Despite all the warnings that the sky is falling, the statistics do not support all the dire proclamations. The championship game had its highest TV ratings in 18 years and the Final Four games were the highest in 22 years. If you look at the points per game and TV ratings for the title game in the past 18 seasons there are no drastic changes to warrant the pessimistic commentary:
While scoring is down from last year, it is actually up from two seasons ago. If you look at the 2006 season, scoring was only 2% higher than this season, but the title game's TV ratings were 54% lower.
Pundits have often compared college basketball to college football and the NFL as sports that have increased scoring in order to increase ratings.

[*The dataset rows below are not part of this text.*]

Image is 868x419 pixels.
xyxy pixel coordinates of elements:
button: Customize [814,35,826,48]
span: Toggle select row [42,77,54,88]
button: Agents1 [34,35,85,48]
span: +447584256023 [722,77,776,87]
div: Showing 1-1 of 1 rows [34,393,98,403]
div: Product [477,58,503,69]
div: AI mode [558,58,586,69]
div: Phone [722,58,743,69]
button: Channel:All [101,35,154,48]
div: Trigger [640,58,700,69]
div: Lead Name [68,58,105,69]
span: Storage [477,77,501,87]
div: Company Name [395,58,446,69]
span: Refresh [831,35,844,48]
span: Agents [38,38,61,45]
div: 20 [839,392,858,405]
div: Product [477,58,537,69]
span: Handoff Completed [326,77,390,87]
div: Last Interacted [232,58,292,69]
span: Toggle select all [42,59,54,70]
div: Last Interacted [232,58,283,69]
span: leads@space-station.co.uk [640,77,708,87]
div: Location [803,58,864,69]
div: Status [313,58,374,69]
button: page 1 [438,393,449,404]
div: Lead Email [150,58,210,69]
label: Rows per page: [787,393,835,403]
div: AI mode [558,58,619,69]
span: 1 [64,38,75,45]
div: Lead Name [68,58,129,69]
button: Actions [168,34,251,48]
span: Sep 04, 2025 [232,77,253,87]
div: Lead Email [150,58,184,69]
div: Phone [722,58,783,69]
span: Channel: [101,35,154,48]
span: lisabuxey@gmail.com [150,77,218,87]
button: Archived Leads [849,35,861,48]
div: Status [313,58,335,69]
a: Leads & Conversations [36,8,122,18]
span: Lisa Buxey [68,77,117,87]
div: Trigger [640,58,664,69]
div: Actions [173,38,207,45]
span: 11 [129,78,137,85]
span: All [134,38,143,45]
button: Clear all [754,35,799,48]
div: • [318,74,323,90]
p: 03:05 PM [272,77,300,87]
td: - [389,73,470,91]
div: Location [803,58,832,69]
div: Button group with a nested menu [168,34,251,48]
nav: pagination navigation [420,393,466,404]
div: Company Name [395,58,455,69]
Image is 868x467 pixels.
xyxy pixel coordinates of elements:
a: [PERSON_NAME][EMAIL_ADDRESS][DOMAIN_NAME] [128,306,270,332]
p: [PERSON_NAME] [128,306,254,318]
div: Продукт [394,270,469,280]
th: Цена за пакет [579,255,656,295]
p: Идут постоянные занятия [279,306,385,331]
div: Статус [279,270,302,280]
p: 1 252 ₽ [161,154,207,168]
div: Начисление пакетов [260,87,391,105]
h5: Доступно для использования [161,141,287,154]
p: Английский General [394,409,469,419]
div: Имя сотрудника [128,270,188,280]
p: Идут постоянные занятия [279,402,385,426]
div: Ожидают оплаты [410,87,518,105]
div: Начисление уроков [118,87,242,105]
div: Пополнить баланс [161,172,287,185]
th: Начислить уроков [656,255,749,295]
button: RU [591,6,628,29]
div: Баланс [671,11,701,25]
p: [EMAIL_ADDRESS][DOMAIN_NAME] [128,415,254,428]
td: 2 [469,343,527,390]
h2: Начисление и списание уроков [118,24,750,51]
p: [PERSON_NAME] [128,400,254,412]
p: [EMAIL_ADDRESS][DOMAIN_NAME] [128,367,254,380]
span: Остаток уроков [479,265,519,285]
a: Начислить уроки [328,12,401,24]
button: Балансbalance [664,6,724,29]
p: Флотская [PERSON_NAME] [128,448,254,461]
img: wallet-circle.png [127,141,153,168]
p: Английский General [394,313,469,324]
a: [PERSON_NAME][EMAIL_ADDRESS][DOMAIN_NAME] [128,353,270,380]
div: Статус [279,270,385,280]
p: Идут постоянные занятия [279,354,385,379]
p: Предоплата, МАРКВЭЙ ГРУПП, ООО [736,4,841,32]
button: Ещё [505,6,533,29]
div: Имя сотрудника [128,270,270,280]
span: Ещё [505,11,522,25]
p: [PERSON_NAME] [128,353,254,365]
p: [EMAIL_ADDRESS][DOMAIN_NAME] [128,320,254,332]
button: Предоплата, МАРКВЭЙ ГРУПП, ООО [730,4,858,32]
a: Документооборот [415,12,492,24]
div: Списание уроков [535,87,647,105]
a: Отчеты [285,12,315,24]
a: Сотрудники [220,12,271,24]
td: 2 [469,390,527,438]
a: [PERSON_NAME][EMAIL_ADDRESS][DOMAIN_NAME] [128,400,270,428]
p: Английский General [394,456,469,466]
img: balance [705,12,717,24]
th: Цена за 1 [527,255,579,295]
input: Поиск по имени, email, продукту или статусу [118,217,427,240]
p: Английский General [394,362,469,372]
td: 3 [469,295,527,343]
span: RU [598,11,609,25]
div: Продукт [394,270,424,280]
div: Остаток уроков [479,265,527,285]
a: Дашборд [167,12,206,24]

However the facts do not back up these claims:
The BCS title game in 2013 had 17% lower ratings than in 2000, despite a 20% increase in scoring per game.
The same goes for the NFL, the most dominant and popular sport in the nation and TV:
Despite all the changes geared towards quarterbacks and increasing scoring, in 20 years, the points per NFL game only went up 5%. Even though every Super Bowl breaks a record for the most total viewers, the actual ratings have only increased a measly 3% in 20 years.
Not every sport has seen an increase in scoring over the years. Both the NHL and Major League Baseball have seen a decrease in scoring and ratings in the past twenty years:
Baseball's Fall Classic has half the audience it did in the late 90's, but there has not been a running national commentary to lower the mound or bring in the outfield fences. Maybe viewers actually did "dig the long ball."
The common solution mentioned to college basketball's "problem" would be to adjust the 35 second shot clock to be more like the NBA at 24 seconds. According to the NCAA basketball critics, the NBA is a more free-flowing pure form of basketball that college basketball needs to emulate. If that were the case, then the NBA's scoring and TV ratings would be increasing over the years. However, that is not the case as well:
NBA's scoring has remained constant at roughly 100 points per game in the past 20 years. However, the ratings for the Finals are half of what they were during the Jordan era. Last year's NBA Finals rematch of Miami-San Antonio did a third the ratings of the Duke-Wisconsin NCAA title game.
As the stats in other sports show, increasing scoring does not necessarily mean increasing popularity and ratings. Maybe shooting percent, fouls, and turnovers are the cause of all the malaise towards college basketball. However, the stats do not support this either:
All the ills of "one and done" players and reliance on three point shooting have caused a drop of a mere 0.5% in FG shooting percentage in 12 seasons. Meanwhile, personal foul calls are down 5% and turnovers are down 20%. If the refs and freshmen are not to blame, then what needs to be fixed?
Nothing at all.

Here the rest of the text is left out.